Looking at the relative size of components on this board, one cannot help thinking, that world clearly needs more compact Ethernet socket…
Very cool project/product. I love stuff like this, I wish they featured more stuff like this around here even if it isn’t ready to ship rather than the rehashed press releases we usually get.
More like this please!
For anyone that just wants chips you’re in luck:
https://www.ebay.com/sch/i.html?_from=R40&_trksid=m570.l1313&_nkw=msc313e&_sacat=0
5 for $10.
Thanks for the link – grabbed a set of 5. Fascinating chip, and great work.
Learned a bunch more here: – the 128MB version is fascinating. https://github.com/fifteenhex/linux-chenxing/blob/master/index.md Any idea of the size and pitch of the BGA?
Will jump on the crowdsupply as soon as it’s launched.

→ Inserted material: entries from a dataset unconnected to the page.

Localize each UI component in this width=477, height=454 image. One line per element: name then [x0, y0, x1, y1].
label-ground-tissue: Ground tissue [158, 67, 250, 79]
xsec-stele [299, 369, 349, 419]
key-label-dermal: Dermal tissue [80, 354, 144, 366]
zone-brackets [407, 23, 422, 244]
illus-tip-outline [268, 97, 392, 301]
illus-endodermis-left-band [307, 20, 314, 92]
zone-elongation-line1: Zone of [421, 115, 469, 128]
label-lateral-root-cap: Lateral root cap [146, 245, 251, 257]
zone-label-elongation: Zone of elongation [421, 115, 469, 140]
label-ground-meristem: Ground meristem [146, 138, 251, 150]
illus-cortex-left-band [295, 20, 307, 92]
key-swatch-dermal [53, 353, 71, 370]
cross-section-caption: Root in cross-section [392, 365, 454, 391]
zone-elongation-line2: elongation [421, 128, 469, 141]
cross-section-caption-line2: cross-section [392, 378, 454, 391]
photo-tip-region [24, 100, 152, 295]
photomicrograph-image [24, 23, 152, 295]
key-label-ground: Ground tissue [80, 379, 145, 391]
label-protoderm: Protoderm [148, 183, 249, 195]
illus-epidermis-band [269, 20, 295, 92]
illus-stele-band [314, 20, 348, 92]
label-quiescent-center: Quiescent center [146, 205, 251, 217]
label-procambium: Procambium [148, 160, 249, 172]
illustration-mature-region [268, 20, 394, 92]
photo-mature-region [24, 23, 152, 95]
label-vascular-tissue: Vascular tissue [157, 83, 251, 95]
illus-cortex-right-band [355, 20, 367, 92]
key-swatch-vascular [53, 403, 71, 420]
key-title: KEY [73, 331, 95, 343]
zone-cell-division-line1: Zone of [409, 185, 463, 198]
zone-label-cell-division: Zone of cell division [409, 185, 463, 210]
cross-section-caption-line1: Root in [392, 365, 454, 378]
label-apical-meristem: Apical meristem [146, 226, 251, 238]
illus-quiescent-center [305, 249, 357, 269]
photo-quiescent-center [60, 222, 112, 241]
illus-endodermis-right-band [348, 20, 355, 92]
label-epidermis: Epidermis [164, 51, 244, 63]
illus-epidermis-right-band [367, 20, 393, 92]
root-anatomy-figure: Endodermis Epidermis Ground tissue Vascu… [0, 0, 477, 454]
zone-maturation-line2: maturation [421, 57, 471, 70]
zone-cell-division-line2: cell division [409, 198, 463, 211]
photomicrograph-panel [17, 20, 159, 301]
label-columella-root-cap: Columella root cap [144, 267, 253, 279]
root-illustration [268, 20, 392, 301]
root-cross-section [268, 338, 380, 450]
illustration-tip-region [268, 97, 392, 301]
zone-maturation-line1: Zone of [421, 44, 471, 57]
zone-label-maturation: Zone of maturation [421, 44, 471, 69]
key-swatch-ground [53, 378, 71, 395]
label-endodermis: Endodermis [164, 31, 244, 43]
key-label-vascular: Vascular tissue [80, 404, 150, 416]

How can we reach you to help per your offer above? We’re interested in evaluating this for a product.
>Any idea of the size and pitch of the BGA?
I have some of the MSC316D which is an older BGA part in this series and it’s .65mm pitch.
The same MSC313E camera module on aliexpress https://www.aliexpress.com/item/32803647710.html
Anyone knows of a chip running mainline, including:
– mainline video in
– mainline h264 encoding
– mainline audio in (if need be through i2s or whatever)
– cheap
The closest I see is Allwinner A20. Old, but well supported and not EOL. This is what Luc Verhaegen is working on atm for FOSDEM, but it’s always good to make sure we didn’t miss any wonderful alternatives!
>– mainline video in
>– mainline h264 encoding
Mainlining these two seems to take considerable effort which I think is why there are so many chips with basic support in mainline but very few with video encoder etc support.
The comments for the register descriptions for the video encoder in these chips is in perfect English so it’s probably an off the shelf block from a big IP supplier that has a reasonable driver somewhere.
Did you mean to reply to somebody? The comment is not in a thread.